A good example is rheumatoid arthritis – a debilitating disease that causes pain and inflammation of joints and other tissues. In rheumatoid arthritis, the body mistakenly produces antibodies that cause harm by targeting persons’ own proteins (anti-citrullinated protein antibodies or ACPAs). Those antibodies are specific for rheumatoid arthritis, but their existence is not enough to cause the disease. The role of glycosylation has been implied in the initiation of rheumatoid arthritis. Multiple epidemiological studies on humans and animals showed that aberrant IgG N-glycosylation appears up to 10 years before the onset of rheumatoid arthritis symptoms. Additionally, the extent of the glycosylation changes correlated with the disease severity and improvement of the IgG N-glycosylation profile in pregnancy has been associated with the improvement of the rheumatoid arthritis symptoms.

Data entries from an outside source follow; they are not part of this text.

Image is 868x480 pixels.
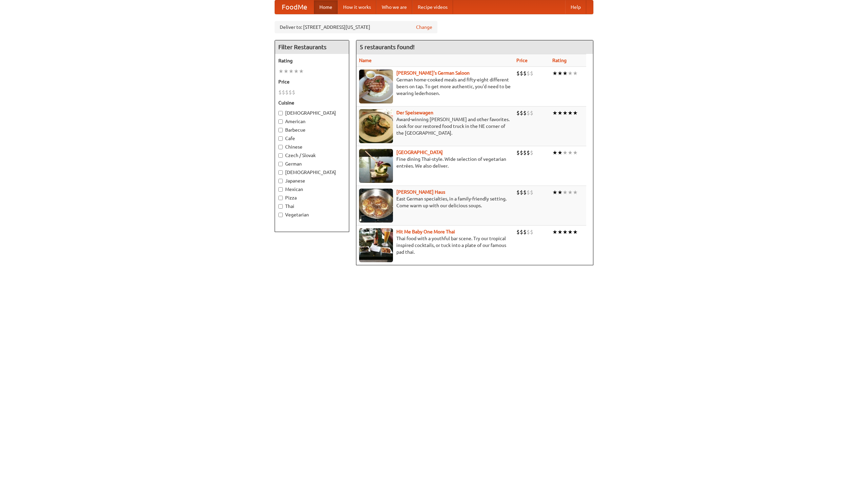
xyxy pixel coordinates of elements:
a: Der Speisewagen [396,110,433,116]
label: American [278,118,345,125]
label: Mexican [278,186,345,193]
h5: Rating [278,57,345,64]
a: Hit Me Baby One More Thai [396,229,455,235]
label: [DEMOGRAPHIC_DATA] [278,169,345,176]
li: ★ [568,189,573,196]
li: $ [292,89,295,96]
li: ★ [568,149,573,157]
li: $ [523,189,527,196]
li: ★ [568,70,573,77]
input: Cafe [278,136,283,141]
a: Name [359,57,372,63]
a: How it works [338,0,377,14]
img: babythai.jpg [359,228,393,263]
li: $ [289,89,292,96]
input: American [278,119,283,124]
li: ★ [552,189,558,196]
label: Japanese [278,177,345,184]
label: Thai [278,203,345,209]
b: [PERSON_NAME]'s German Saloon [396,71,469,75]
a: Rating [552,57,567,63]
label: [DEMOGRAPHIC_DATA] [278,110,345,117]
input: German [278,162,283,167]
li: $ [517,109,520,117]
li: $ [517,228,520,235]
li: $ [278,89,281,96]
img: satay.jpg [359,149,393,183]
div: Deliver to: [STREET_ADDRESS][US_STATE] [275,21,437,34]
li: ★ [563,228,568,235]
label: Czech / Slovak [278,152,345,158]
li: ★ [573,109,578,117]
ng-pluralize: 5 restaurants found! [360,43,415,50]
p: German home-cooked meals and fifty-eight different beers on tap. To get more authentic, you'd nee... [359,76,511,97]
b: [GEOGRAPHIC_DATA] [396,149,443,155]
input: Chinese [278,144,283,149]
li: $ [530,109,533,117]
h5: Cuisine [278,99,345,106]
li: $ [527,189,530,196]
li: ★ [558,70,563,77]
li: $ [523,70,527,77]
li: ★ [568,109,573,117]
li: $ [527,70,530,77]
li: ★ [278,67,284,75]
li: ★ [552,109,558,117]
p: Fine dining Thai-style. Wide selection of vegetarian entrées. We also deliver. [359,156,511,169]
li: ★ [284,67,289,75]
li: $ [523,109,527,117]
p: East German specialties, in a family-friendly setting. Come warm up with our delicious soups. [359,195,511,209]
img: speisewagen.jpg [359,109,393,143]
li: ★ [294,67,299,75]
li: $ [520,149,523,157]
a: Price [517,57,528,63]
input: Pizza [278,195,283,200]
li: ★ [558,228,563,235]
a: [PERSON_NAME] Haus [396,190,445,194]
li: ★ [552,149,558,157]
li: ★ [299,67,304,75]
h4: Filter Restaurants [275,40,349,54]
input: Japanese [278,179,283,183]
li: $ [520,70,523,77]
li: ★ [558,109,563,117]
li: $ [286,89,289,96]
p: Thai food with a youthful bar scene. Try our tropical inspired cocktails, or tuck into a plate of... [359,235,511,255]
li: $ [520,109,523,117]
li: ★ [563,70,568,77]
label: German [278,161,345,167]
input: Vegetarian [278,213,283,217]
li: $ [527,149,530,157]
a: Change [416,24,432,30]
li: ★ [289,67,294,75]
li: $ [520,228,523,235]
a: FoodMe [275,0,314,14]
li: $ [517,189,520,196]
li: $ [530,228,533,235]
img: esthers.jpg [359,70,393,103]
li: $ [281,89,286,96]
li: $ [517,70,520,77]
a: Recipe videos [413,0,453,14]
li: ★ [552,70,558,77]
li: ★ [573,189,578,196]
label: Cafe [278,135,345,142]
li: ★ [558,149,563,157]
li: $ [527,109,530,117]
li: $ [530,70,533,77]
li: $ [517,149,520,157]
input: [DEMOGRAPHIC_DATA] [278,170,283,175]
input: Czech / Slovak [278,153,283,158]
li: $ [523,149,527,157]
h5: Price [278,78,345,85]
li: $ [530,149,533,157]
a: Home [314,0,338,14]
label: Barbecue [278,126,345,133]
img: kohlhaus.jpg [359,189,393,222]
p: Award-winning [PERSON_NAME] and other favorites. Look for our restored food truck in the NE corne... [359,116,511,136]
li: ★ [573,228,578,235]
input: [DEMOGRAPHIC_DATA] [278,111,283,116]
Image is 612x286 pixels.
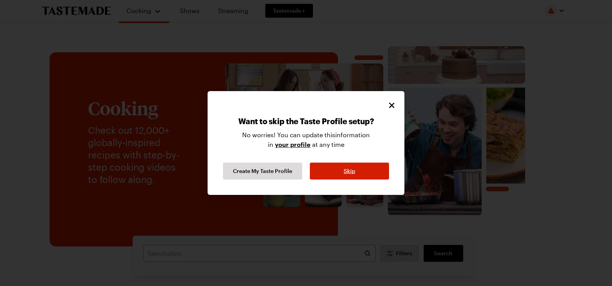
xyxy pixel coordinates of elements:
[387,100,397,110] button: Close
[238,116,374,130] p: Want to skip the Taste Profile setup?
[344,167,355,175] span: Skip
[223,163,302,180] button: Continue Taste Profile
[233,167,292,175] span: Create My Taste Profile
[242,130,370,155] p: No worries! You can update this information in at any time
[275,140,311,148] a: your profile
[310,163,389,180] button: Skip Taste Profile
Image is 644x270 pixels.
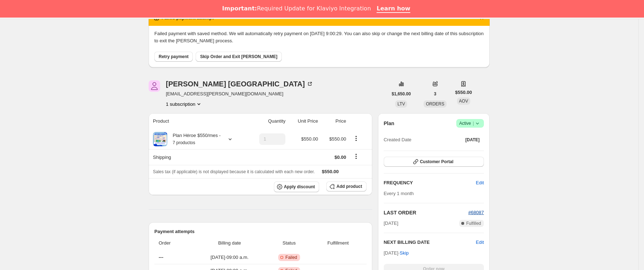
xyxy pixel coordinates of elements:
span: AOV [459,99,468,104]
span: Edit [476,180,484,186]
button: [DATE] [461,135,484,145]
button: Edit [472,177,488,188]
h2: FREQUENCY [384,180,476,186]
a: Learn how [376,5,410,13]
span: Add product [336,183,362,190]
span: --- [158,255,163,260]
th: Quantity [247,114,288,129]
span: Angélica J. Valencia [148,80,160,92]
span: Skip [400,250,408,257]
button: 3 [430,89,440,99]
button: Edit [476,239,484,246]
button: Skip [395,247,413,259]
th: Order [155,235,193,251]
div: Plan Héroe $550/mes - [167,132,221,146]
span: Customer Portal [420,159,453,165]
span: Sales tax (if applicable) is not displayed because it is calculated with each new order. [153,170,315,175]
span: LTV [397,102,405,107]
span: Fulfilled [466,220,481,226]
span: [DATE] [465,137,479,143]
div: Required Update for Klaviyo Integration [222,5,371,12]
button: Customer Portal [384,157,484,167]
th: Shipping [148,149,247,165]
span: | [472,121,474,126]
button: Retry payment [155,51,193,62]
span: Created Date [384,136,412,143]
button: #68087 [468,209,484,216]
span: $550.00 [322,169,339,175]
span: Active [459,120,481,127]
h2: Payment attempts [155,228,366,235]
b: Important: [222,5,257,12]
span: [DATE] [384,220,398,227]
span: Status [268,240,309,247]
button: Product actions [351,134,362,143]
span: 3 [434,91,437,97]
span: $550.00 [455,89,472,96]
span: Apply discount [284,184,315,190]
span: Fulfillment [314,240,362,247]
th: Unit Price [288,114,320,129]
span: Skip Order and Exit [PERSON_NAME] [200,54,277,60]
a: #68087 [468,210,484,215]
span: [DATE] · 09:00 a.m. [195,254,264,261]
span: $550.00 [301,136,318,142]
button: Shipping actions [351,153,362,160]
button: Add product [326,181,366,192]
span: Billing date [195,240,264,247]
h2: LAST ORDER [384,209,468,216]
p: Failed payment with saved method. We will automatically retry payment on [DATE] 9:00:29. You can ... [155,30,484,45]
th: Product [148,114,247,129]
small: 7 productos [173,140,195,145]
div: [PERSON_NAME] [GEOGRAPHIC_DATA] [166,80,314,87]
button: $1,650.00 [387,89,415,99]
button: Apply discount [274,181,319,192]
span: Failed [285,255,297,261]
th: Price [320,114,348,129]
img: product img [153,132,167,146]
span: ORDERS [425,102,444,107]
span: $0.00 [334,154,346,160]
span: [EMAIL_ADDRESS][PERSON_NAME][DOMAIN_NAME] [166,90,314,97]
span: [DATE] · [384,251,409,256]
button: Skip Order and Exit [PERSON_NAME] [195,51,281,62]
h2: Plan [384,120,395,127]
h2: NEXT BILLING DATE [384,239,476,246]
button: Product actions [166,100,202,107]
span: $1,650.00 [391,91,410,97]
span: Retry payment [158,54,188,60]
span: $550.00 [329,136,346,142]
span: Every 1 month [384,191,414,196]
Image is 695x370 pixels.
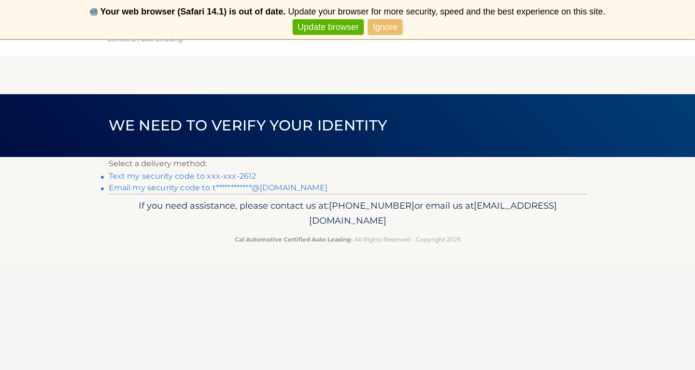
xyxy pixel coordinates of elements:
[293,19,364,35] a: Update browser
[109,157,587,170] p: Select a delivery method:
[368,19,402,35] a: Ignore
[115,198,581,229] p: If you need assistance, please contact us at: or email us at
[235,236,351,243] strong: Cal Automotive Certified Auto Leasing
[100,7,286,16] b: Your web browser (Safari 14.1) is out of date.
[329,200,414,211] span: [PHONE_NUMBER]
[109,116,387,134] span: We need to verify your identity
[288,7,605,16] span: Update your browser for more security, speed and the best experience on this site.
[115,234,581,244] p: - All Rights Reserved - Copyright 2025
[109,171,256,181] a: Text my security code to xxx-xxx-2612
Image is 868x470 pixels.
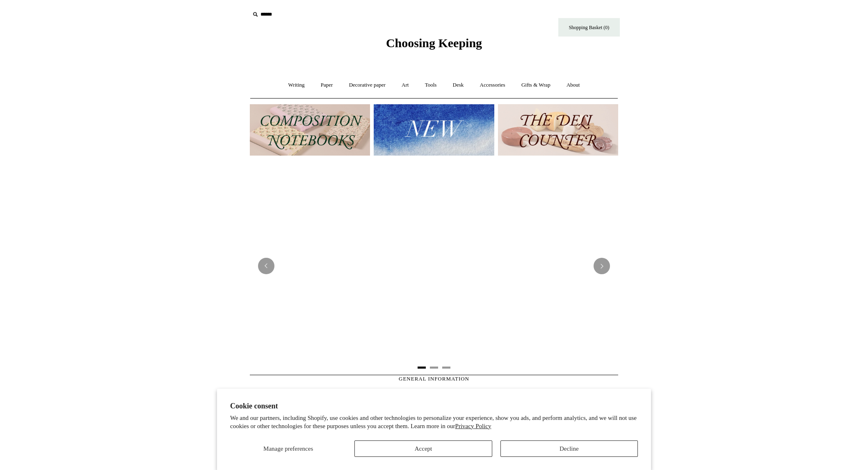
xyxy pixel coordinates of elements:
[442,367,451,368] button: Page 3
[429,367,438,368] button: Page 2
[559,75,587,96] a: About
[500,441,638,457] button: Decline
[445,75,471,96] a: Desk
[386,36,482,50] span: Choosing Keeping
[498,104,618,156] img: The Deli Counter
[514,75,557,96] a: Gifts & Wrap
[258,258,275,274] button: Previous
[263,445,313,452] span: Manage preferences
[374,104,494,156] img: New.jpg__PID:f73bdf93-380a-4a35-bcfe-7823039498e1
[230,414,638,430] p: We and our partners, including Shopify, use cookies and other technologies to personalize your ex...
[455,423,491,429] a: Privacy Policy
[250,163,618,368] img: USA PSA .jpg__PID:33428022-6587-48b7-8b57-d7eefc91f15a
[250,104,370,156] img: 202302 Composition ledgers.jpg__PID:69722ee6-fa44-49dd-a067-31375e5d54ec
[472,75,512,96] a: Accessories
[230,401,638,410] h2: Cookie consent
[314,75,341,96] a: Paper
[399,376,469,382] span: GENERAL INFORMATION
[593,258,610,274] button: Next
[417,75,444,96] a: Tools
[558,18,620,37] a: Shopping Basket (0)
[342,75,393,96] a: Decorative paper
[281,75,312,96] a: Writing
[417,367,426,368] button: Page 1
[230,441,346,457] button: Manage preferences
[354,441,492,457] button: Accept
[386,43,482,49] a: Choosing Keeping
[394,75,416,96] a: Art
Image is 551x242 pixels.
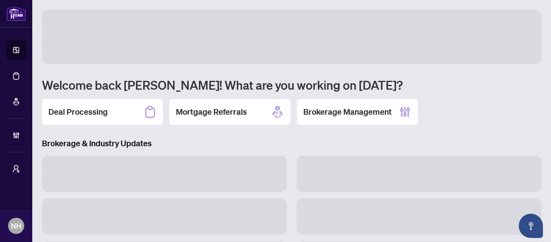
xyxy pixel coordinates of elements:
span: NH [11,220,21,231]
h2: Mortgage Referrals [176,106,247,117]
h2: Brokerage Management [303,106,392,117]
h1: Welcome back [PERSON_NAME]! What are you working on [DATE]? [42,77,541,92]
span: user-switch [12,165,20,173]
button: Open asap [519,213,543,238]
h3: Brokerage & Industry Updates [42,138,541,149]
h2: Deal Processing [48,106,108,117]
img: logo [6,6,26,21]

Rheumatoid arthritis is perhaps one of the most studied diseases in this regard, but similar patterns of aberrant glycosylation were observed also for the other diseased states. In a mouse model, the absence of a key enzyme responsible for the processing of N-glycans caused the onset of an autoimmune disease similar to human systemic lupus erythematosus or SLE, while a genome-wide analysis in humans identified glycosylation-related genes that associate with SLE. Aberrant glycosylation has also been observed in multiple sclerosis, diabetes, cardiovascular diseases, etc. Even though there is often an identified genetic component to the disease, genes can only explain so much. For instance, genes identified in association with inflammatory bowel diseases only explain 25% of the hereditability, and environmental factors such as air pollution, diet, smoking, antibiotics, gut bacteria, etc. influence disease severity and progression. Since slight changes in IgG N-glycosylation affect an entire cascade of events within the immune system, glycosylation could play a direct role in connecting the environmental effects with the disease progression.     

Unlike proteins, glycans are not produced from a pre-determined template and their composition is heavily affected by environmental conditions. In fact, there are over 800 genes involved in the process of glycosylation, with dozens of genes regulating the synthesis of a single glycan structure, and environmentally determined epigenetic regulation can determine how these complex structures are assembled. Studies that disturbed epigenetic regulation noticed an effect on the composition of glycans. One such study performed on the cells of liver cancer (hepatocellular carcinoma) showed that treatment with the epigenetic inhibitor changed regulation of approximately 20% of the observed glycogenes (genes involved in glycosylation). Additionally, that same study was able to demonstrate that all the induced changes were reversible upon removal of the epigenetic inhibitor drug. Yet another level of interaction between the immune system and the environment mediated by glycans occurs at the level of interaction with “good” microorganisms inhabiting mucosal surfaces such as the mouth cavity and gut with positive interactions playing a protective role against the onset of many inflammatory and autoimmune diseases.

Taken together, these and other findings support a so-called “dynamic glycoform model of IgG glycosylation” which suggests that IgG glycosylation is shaped and modulated by the immediate environment. That regulation is likely achieved through environmentally determined epigenetic regulation and potentially other effects. Though it is not yet entirely clear if pro-inflammatory IgG N-glycome actively participates in the genesis of different diseases, a growing body of evidence suggests that it's not merely an innocent observer, but most likely a potent driver in determining the disease risk.